Architecture Local Interest

Richmond Lodge

The affair between Henrietta Howard and George, Prince of Wales (the future George II) may have begun at Richmond Lodge, probably in 1718, (Tracy Borman: King’s Mistress, Queen’s Servant). The proximity of Richmond Lodge may also have been a factor in Henrietta’s decision to purchase land in 1724 in Twickenham to build Marble Hill. However, Tracy Borman suggests in her biography of Henrietta that the principal reason why she built her house there, was probably because it would have been near to her close friend, Alexander Pope, who also had recently built a villa at Twickenham. The Prince of Wales had taken a lease of Richmond Lodge, because of his obsession with hunting. Henrietta Howard said: “We hunt with great violence and every day have a tolerable chance of our neck being broken”. Richmond Lodge was too small for all the Prince of Wales’s retinue and he rented a row of houses in 1724, which had been built in 1717 as a speculation, for his Maids of Honour, and the Row became known as Maids of Honour Row (Sally Jeffery: The Building of Maids of Honour Row, Richmond: Georgian Group Journal: 2010). Henrietta never lived there. As a Woman of the Bedchamber, she had to be on hand to wait on Princess, later Queen Caroline.

Richmond Lodge was at the south-west corner of the present Royal Botanical Gardens. The lodge was probably built in the early 17th century as a hunting lodge for James I, but was extensively altered and remodelled for William III again in the late 17th and early 18th centuries. It is possible that Nicholas Hawksmoor may have been involved in the rebuilding of Richmond Lodge. William III used it himself as a hunting lodge, then let it to a friend John Latten who assigned the lease to the Duke of Ormonde, who was a distinguished soldier, but he had to go into exile for supporting the 1715 Jacobite Rebellion. His estates were confiscated, apart from Richmond Lodge, which was saved thanks to his brother Lord Arran. In 1718 the Prince of Wales took the lease of Richmond Lodge from Lord Arran.

However, in 1727 when George II became King, his wife Queen Caroline, decided to create one of the first English informal gardens. The gardens extended from Kew all the way to Richmond Green. She commissioned Charles Bridgeman to landscape the gardens. He built a terrace walk along the Thames to Kew and a canal and a “wilderness” within the grounds. Caroline also commissioned William Kent to build two extraordinary follies, The Hermitage and Merlin’s cave. The former had busts of philosophers and the latter had waxworks with a poet, Stephen Duck, as its resident custodian. Queen Caroline died in 1737 and no more work was done on Richmond Lodge until 1760 when George III inherited the lodge on the death of his grandfather, George II.

After George III married Queen Charlotte in 1761, they used the lodge as a country retreat. He decided to have the whole park landscaped once again, commissioning Capability Brown. The “landscaping” included pulling down the hamlet of West Shene. This hamlet had faced the Thames at the south-west corner of the estate. George III also instructed Sir William Chambers to build an observatory in the grounds to observe the transit of Venus in 1769. (The observatory is still there). George III was planning to replace Richmond Lodge with a new palace. However in 1772, he inherited the White House, opposite the present Kew Palace, from his mother. George III decided to make the White House his country retreat in place of Richmond Lodge. George III had recently bought Buckingham House (now Buckingham Palace), so he had Richmond Lodge pulled down, but could not afford to replace it, as he had limited funds available . The White House itself was pulled down in 1802.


--- WORK INSTRUCTION ---
Only lines containing "legend" belong in the answer, each copied from the entries below.

-------- SUPPLIED INFORMATION --------

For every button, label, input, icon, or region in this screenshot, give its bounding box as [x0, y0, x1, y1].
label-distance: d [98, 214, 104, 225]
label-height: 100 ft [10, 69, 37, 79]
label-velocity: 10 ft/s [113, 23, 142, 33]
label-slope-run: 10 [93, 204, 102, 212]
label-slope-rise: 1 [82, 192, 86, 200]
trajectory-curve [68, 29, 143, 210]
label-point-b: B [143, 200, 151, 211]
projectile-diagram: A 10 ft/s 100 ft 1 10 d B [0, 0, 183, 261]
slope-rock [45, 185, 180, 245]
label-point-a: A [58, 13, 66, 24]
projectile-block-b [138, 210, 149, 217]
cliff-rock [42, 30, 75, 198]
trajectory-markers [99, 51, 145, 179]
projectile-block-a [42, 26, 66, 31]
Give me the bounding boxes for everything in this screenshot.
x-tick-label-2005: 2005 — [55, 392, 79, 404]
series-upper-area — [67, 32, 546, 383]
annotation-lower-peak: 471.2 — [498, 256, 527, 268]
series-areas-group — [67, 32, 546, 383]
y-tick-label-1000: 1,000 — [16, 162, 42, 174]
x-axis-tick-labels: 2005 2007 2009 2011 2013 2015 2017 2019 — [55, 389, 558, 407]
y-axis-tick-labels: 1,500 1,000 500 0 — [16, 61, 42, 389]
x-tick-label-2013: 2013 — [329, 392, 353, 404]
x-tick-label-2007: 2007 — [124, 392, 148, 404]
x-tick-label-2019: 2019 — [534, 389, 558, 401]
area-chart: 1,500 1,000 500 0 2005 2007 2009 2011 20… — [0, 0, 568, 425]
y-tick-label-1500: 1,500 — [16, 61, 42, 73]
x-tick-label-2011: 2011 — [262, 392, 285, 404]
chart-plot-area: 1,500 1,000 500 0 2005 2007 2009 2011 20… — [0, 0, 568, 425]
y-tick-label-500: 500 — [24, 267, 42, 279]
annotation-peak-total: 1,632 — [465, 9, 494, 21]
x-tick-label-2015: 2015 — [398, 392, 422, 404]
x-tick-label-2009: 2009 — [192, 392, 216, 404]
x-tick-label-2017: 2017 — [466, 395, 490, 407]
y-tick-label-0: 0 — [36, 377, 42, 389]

--------
-------- SUPPLIED INFORMATION --------

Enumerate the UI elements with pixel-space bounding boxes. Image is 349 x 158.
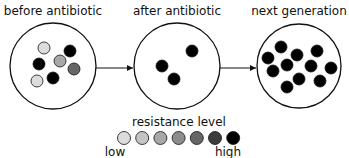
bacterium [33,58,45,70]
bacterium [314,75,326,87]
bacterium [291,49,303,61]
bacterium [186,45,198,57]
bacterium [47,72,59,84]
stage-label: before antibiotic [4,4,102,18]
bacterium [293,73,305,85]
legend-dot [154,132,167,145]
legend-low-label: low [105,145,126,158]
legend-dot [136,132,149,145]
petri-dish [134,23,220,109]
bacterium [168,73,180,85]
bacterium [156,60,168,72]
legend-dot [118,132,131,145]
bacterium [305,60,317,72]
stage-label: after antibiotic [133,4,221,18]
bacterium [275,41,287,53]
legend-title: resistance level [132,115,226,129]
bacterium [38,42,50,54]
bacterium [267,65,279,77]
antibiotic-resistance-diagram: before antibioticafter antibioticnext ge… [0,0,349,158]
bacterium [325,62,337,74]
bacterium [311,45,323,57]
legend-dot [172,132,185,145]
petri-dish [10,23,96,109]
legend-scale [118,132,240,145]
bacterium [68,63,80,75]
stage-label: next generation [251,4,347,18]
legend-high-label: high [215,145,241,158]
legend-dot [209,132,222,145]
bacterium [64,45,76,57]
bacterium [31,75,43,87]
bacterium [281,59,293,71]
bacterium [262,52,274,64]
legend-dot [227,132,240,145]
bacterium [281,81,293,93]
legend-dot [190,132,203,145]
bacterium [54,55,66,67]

--------

--- ANSWER SPACE ---
legend-dot [154,132,167,145]
legend-low-label: low [105,145,126,158]
legend-dot [136,132,149,145]
legend-dot [118,132,131,145]
legend-title: resistance level [132,115,226,129]
legend-dot [172,132,185,145]
legend-scale [118,132,240,145]
legend-high-label: high [215,145,241,158]
legend-dot [209,132,222,145]
legend-dot [227,132,240,145]
legend-dot [190,132,203,145]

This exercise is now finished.